In The Story of Christianity, acclaimed theologian David Bentley Hart provides a sweeping and informative portrait of a faith that has shaped the western world and beyond for over 2,000 years.
The mixture of hostility and fascination with which native-born Protestants viewed the foreign practices of the immigrant church is the focus of Jenny Franchots cultural, literary, and religious history of Protestant attitudes toward Roman Catholicism in nineteenth-century America.
Divided into themed sections, linked together with a chronology of the most important events in the life of the Vatican, Secrets of the Vatican includes:.
The rekindling of devotion to Mary has been one of the many gifts of the Catholic movement to the Church of England, and there are few better exponents of it than Roger Greenacre.
'Love is the meaning' is the phrase chosen by the mystic 14th century writer Julian of Norwich to encapsulate all that had been revealed to her in the series of visions that led her to write one of world's greatest spiritual books, her Revelations of Divine Love which continues to inspire countless readers today.
Archbishop Thomas Cranmer (1489-1556) played a critical, formative role in the creation and development of the Church of England, from his sudden and dramatic appointment as Archbishop of Canterbury in 1532, through his granting of Henry VIII's divorce from Queen Katharine, his emergence under Edward VI as a determined reformer in the mould of his European contemporaries, and to his memorable death under Mary Tudor in 1556.
Taking cultural theorist Michel de Certeau's notion of 'the everyday' as a critical starting point, this book considers how fashion shapes and is shaped by everyday life.
A response to the prominent Methodist historian David Hempton's call to analyse women's experience within Methodism, this book is the first to deal with British Methodist women preachers over the entire nineteenth century.
Black Bartholomew's Day explores the religious, political and cultural implications of a collision of highly-charged polemic prompted by the mass ejection of Puritan ministers from the Church of England in 1662.
Whether we know it or not, we all have family members or friends who are fighting hidden battles of doubt, alienation, isolation, guilt, compulsions, grief, or hopelessness.
This book explores how conceptions of episcopacy (government of a church by bishops) shaped the identity of the bishops of France in the wake of the reforming Council of Trent (1545-63).
This book is the first comparative study of its kind to explore at length the French and English Catholic literary revivals of the late nineteenth and early twentieth centuries.
Black Bartholomew's Day explores the religious, political and cultural implications of a collision of highly-charged polemic prompted by the mass ejection of Puritan ministers from the Church of England in 1662.
A response to the prominent Methodist historian David Hempton's call to analyse women's experience within Methodism, this book is the first to deal with British Methodist women preachers over the entire nineteenth century.
This 8-volume series is the author's abridged version of his longer work with the same title, spanning a 25-year study of the main sources of Islamic teachings: the Qur'an and the authentic sunnah.
This beautiful presentation ofBlessed Names and Characteristics of Prophet Muhammad draws the reader nearer to the Prophet through contemplation and reflection of his names, their meaning and how each shapes our daily lives.
This four-volume work provides a detailed, multicultural survey of established as well as "e;new"e; American religions and investigates the fascinating interactions between religion and ethnicity, gender, politics, regionalism, ethics, and popular culture.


- Task requirements: Find the line with "Image resolution: width=431" in the entries below, then reproduce it and every line after it down to and including the line with "In order to click on a: ebay", exactly.

[[ Materials provided open ]]

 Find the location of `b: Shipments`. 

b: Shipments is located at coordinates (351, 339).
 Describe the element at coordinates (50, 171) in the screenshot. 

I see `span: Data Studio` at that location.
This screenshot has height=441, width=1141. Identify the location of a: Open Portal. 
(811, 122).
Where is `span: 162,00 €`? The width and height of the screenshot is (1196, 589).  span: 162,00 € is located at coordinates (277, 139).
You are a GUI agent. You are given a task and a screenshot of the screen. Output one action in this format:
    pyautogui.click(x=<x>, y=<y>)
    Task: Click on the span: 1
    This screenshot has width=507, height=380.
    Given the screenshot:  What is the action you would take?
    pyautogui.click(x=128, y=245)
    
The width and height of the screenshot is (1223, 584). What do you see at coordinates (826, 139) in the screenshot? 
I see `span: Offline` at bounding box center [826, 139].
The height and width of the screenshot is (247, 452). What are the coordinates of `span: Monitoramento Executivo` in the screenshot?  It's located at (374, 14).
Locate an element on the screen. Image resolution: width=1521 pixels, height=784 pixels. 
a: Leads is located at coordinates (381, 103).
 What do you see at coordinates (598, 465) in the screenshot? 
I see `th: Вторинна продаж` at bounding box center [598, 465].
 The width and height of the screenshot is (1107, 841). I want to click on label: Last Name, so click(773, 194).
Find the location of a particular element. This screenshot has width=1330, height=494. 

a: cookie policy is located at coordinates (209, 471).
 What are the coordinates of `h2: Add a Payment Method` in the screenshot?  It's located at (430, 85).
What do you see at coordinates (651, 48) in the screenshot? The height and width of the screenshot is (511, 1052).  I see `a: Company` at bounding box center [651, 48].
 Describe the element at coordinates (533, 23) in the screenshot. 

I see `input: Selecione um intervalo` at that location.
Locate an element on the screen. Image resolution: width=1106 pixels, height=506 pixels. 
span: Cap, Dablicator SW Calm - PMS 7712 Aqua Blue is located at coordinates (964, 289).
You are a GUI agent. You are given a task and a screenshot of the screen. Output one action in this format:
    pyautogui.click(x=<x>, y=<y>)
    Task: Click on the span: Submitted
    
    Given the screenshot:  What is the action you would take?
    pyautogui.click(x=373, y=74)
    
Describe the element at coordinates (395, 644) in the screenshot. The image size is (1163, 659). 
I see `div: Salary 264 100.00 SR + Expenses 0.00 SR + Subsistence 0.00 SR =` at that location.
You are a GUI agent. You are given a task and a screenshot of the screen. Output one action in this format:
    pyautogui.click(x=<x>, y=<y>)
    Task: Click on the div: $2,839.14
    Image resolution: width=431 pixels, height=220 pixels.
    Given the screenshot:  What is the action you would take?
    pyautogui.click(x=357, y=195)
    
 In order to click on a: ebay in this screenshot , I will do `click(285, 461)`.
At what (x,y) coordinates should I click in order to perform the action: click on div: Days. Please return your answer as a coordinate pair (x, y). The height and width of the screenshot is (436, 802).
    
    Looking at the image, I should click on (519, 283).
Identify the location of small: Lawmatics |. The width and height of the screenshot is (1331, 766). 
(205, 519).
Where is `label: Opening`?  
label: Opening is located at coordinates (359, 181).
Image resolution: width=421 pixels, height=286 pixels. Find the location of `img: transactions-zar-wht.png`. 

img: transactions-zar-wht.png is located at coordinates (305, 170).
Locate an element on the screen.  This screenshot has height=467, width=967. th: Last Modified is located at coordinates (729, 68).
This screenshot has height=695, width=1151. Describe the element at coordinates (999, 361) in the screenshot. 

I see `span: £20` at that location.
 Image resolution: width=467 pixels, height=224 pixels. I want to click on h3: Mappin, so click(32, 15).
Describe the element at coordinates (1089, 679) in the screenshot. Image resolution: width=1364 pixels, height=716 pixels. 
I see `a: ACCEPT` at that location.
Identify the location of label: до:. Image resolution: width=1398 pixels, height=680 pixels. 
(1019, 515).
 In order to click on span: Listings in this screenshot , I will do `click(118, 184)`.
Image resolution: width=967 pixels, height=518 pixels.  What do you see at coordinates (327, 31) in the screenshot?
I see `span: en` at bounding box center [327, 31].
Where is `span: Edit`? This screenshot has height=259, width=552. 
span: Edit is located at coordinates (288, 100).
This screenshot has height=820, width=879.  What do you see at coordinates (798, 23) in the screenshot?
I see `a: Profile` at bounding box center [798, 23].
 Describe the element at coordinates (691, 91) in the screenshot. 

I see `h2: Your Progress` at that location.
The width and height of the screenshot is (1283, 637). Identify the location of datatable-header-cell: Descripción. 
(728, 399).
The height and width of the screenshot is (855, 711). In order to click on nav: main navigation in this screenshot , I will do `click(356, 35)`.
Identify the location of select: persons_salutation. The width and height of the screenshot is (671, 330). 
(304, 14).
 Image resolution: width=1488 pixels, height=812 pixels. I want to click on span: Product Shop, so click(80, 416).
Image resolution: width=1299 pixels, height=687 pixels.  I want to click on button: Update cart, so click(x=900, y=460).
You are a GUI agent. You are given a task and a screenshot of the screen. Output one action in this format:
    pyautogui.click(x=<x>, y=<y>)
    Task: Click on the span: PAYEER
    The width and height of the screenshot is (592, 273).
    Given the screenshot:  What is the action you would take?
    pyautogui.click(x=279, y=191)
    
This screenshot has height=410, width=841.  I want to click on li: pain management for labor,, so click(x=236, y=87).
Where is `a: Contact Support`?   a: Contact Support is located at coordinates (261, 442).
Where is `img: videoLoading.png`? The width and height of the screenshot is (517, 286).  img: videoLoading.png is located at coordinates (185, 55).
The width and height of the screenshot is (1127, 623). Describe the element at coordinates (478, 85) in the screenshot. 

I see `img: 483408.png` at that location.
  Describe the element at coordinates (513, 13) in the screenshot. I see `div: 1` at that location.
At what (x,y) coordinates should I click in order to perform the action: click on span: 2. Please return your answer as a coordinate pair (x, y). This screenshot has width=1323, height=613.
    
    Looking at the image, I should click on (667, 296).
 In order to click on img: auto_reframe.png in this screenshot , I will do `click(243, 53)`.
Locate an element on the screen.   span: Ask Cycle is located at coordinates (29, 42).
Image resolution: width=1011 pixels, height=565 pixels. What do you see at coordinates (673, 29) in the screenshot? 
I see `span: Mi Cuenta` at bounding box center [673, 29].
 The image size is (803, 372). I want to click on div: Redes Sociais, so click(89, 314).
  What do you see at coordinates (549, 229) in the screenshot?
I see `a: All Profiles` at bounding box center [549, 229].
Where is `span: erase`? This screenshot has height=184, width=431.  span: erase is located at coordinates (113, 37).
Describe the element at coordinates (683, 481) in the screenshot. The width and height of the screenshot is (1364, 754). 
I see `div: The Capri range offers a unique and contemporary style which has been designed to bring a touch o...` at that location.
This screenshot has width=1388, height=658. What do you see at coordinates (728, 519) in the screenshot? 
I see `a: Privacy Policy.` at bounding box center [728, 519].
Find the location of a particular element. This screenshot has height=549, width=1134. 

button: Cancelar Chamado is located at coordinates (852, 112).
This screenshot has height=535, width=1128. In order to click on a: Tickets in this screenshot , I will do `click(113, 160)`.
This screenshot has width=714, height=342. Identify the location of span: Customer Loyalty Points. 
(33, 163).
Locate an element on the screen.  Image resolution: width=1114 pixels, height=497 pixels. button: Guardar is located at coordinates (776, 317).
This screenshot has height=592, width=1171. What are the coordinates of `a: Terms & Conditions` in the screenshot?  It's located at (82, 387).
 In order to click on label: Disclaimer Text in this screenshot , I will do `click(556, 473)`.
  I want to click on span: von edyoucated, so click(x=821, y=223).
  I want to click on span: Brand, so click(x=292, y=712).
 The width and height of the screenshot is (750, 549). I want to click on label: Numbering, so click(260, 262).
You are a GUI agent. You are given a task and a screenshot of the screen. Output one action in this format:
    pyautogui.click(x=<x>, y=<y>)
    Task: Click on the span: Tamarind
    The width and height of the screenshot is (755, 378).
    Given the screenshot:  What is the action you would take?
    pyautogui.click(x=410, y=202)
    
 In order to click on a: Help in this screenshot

[[ Materials provided closed ]]

- Answer box:
    Image resolution: width=431 pixels, height=220 pixels.
    Given the screenshot:  What is the action you would take?
    pyautogui.click(x=357, y=195)
    
 In order to click on a: ebay in this screenshot , I will do `click(285, 461)`.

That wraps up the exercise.